Using Codex or another agent? This template is Claude-native; see AGENTS.md for how a non-Claude agent runs the setup (expect a rebuild for deep features).
You do not have to fill everything before it's useful. Most of the ~140 markers are breadcrumbs that fill in as you add content, not homework — fill the owner one-liner and the landscape-lite and the routing already works.
INTENT_SPEC.md # THE WHY — two-layer intent spec: fixed architecture intent + your owner intent
START_HERE.md # new here? friendly, no-jargon setup guide — read this first
GLOSSARY.md # plain-English definition of every technical term in this repo
CONTRIBUTING.md # how to contribute skills/docs back (written for humans + agents)
AGENTS.md # entry point for non-Claude agents (Codex, etc.)
CLAUDE.md # entry point: hard rules, delegation skeleton, skills table, doc hierarchy
FOLDER_ORIENTATION.md # quick "which folder for what" routing table
PERSONALIZE.md # fill-in worksheet — every __FILL_FROM_USER__ site
SETUP.md # optional helpers a few skills need
.env.example # copy to .env — API keys (image gen, etc.)
requirements.txt # Python deps for the bundled scripts (/setup runs pip install -r)
LICENSE # MIT
Orientation_Docs/ # the routing brain
ROUTER.md # the 7-rule context-loading cascade
ORIENTATION.md # procedures + the A/B/C template skeletons
CONTENT_TAXONOMY.md # how to classify any piece of content
SECOND_BRAIN_MASTER_INDEX.md # folder map + grep-search patterns
INTELLECTUAL_LANDSCAPE(_LITE).md # who the owner is (full + always-loaded summary)
COGNITIVE_PROFILE.md # how the owner thinks (Template C, advisory)
VOICE_GUIDE.md # how to write in the owner's voice
STATE_OF_SECOND_BRAIN.md # live status dashboard
KEYWORD_GUIDE.md # the owner's vocabulary
PRIVACY_DEPTH.md # privacy-depth (1–5) rubric + publish/load gating
TODO_MASTER.md # cross-project TODO routing hub
PHASE_2_VISION.md # context-engineering notes / forward vision
.claude/
skills/ # 31 skills incl. /setup onboarding (the verbs)
hooks/ # deterministic reflexes (validation, checkpointing, reminders)
scripts/ # bundled helper: validate_template.py
agents/ # sub-agent definitions (orientation oracle, file verifier)
settings.json # config — hooks are unwired by default (see SETUP.md)
scripts/ # tz.py, stamp_depth.py, remove_watermark.py (work); sb_embed.py, build_brain_snapshot.py (stubs)
Inventions/ Journal_*/ Writing_*/ Predictions/ Health/ External_Sources/ # your content —
Written_By_AI/ Reference/ Projects/ # ship as empty stubs
examples/ # one synthetic file per template type (fictional persona)
Everything personal is left for you to fill: notes, journals, inventions, writing, bookmarks, project content, voice, and intellectual landscape.
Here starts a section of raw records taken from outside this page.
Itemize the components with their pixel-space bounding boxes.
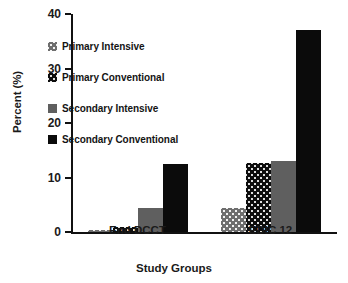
bar-chart: Percent (%) 010203040 End DCCTEDIC 12 St… bbox=[0, 0, 348, 283]
legend-swatch-icon bbox=[48, 135, 57, 144]
legend-item: Primary Conventional bbox=[48, 65, 178, 89]
legend-swatch-icon bbox=[48, 104, 57, 113]
y-tick-mark bbox=[65, 13, 71, 15]
bar bbox=[296, 30, 321, 232]
y-tick-label: 0 bbox=[54, 225, 61, 239]
legend-label: Primary Intensive bbox=[62, 41, 145, 52]
y-tick-label: 10 bbox=[48, 171, 61, 185]
y-tick-mark bbox=[65, 177, 71, 179]
bar bbox=[246, 163, 271, 232]
legend-item: Secondary Intensive bbox=[48, 96, 178, 120]
category-label: End DCCT bbox=[109, 224, 166, 236]
y-tick-mark bbox=[65, 231, 71, 233]
legend-label: Primary Conventional bbox=[62, 72, 164, 83]
bar bbox=[163, 164, 188, 232]
legend-swatch-icon bbox=[48, 42, 57, 51]
legend-item: Primary Intensive bbox=[48, 34, 178, 58]
legend: Primary IntensivePrimary ConventionalSec… bbox=[48, 34, 178, 158]
bar bbox=[221, 208, 246, 232]
legend-swatch-icon bbox=[48, 73, 57, 82]
bar bbox=[271, 161, 296, 232]
legend-label: Secondary Intensive bbox=[62, 103, 158, 114]
y-axis-title: Percent (%) bbox=[11, 47, 23, 157]
legend-label: Secondary Conventional bbox=[62, 134, 178, 145]
category-label: EDIC 12 bbox=[249, 224, 292, 236]
x-axis-title: Study Groups bbox=[0, 262, 348, 274]
y-tick-label: 40 bbox=[48, 7, 61, 21]
legend-item: Secondary Conventional bbox=[48, 127, 178, 151]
The personal-content folders ship as empty stubs — examples/ substitutes one synthetic file per template type. Domain-specific skills tied to a particular person's life (a media archive, a podcast-clip pipeline, etc.) are not included; what remains is the architecture-generic set.
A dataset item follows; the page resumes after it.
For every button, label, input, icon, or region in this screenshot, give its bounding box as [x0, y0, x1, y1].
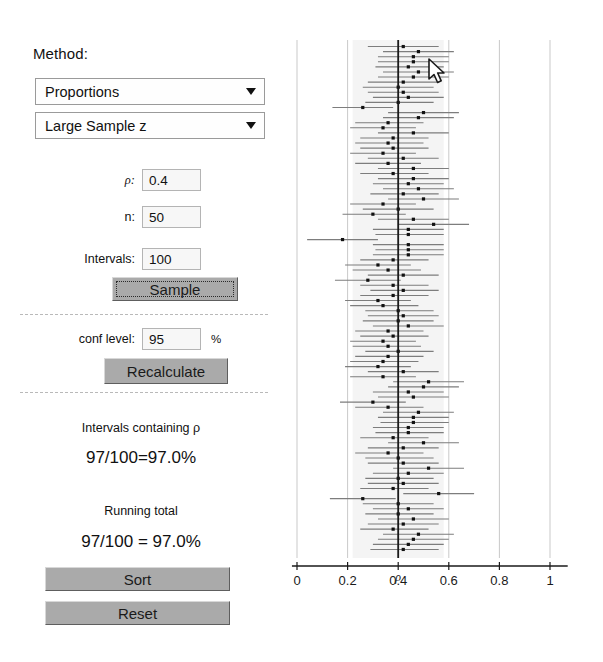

These are real, working pieces — but they were written against a real working setup, with absolute paths replaced by a $SECOND_BRAIN_ROOT placeholder. Treat them as patterns to adapt, not drop-in runnable code; getting them running is part of making the brain yours. SETUP.md lists exactly which skills need a helper and how to enable them.
This is a living template. The best version of it is the one you've filled with your own life.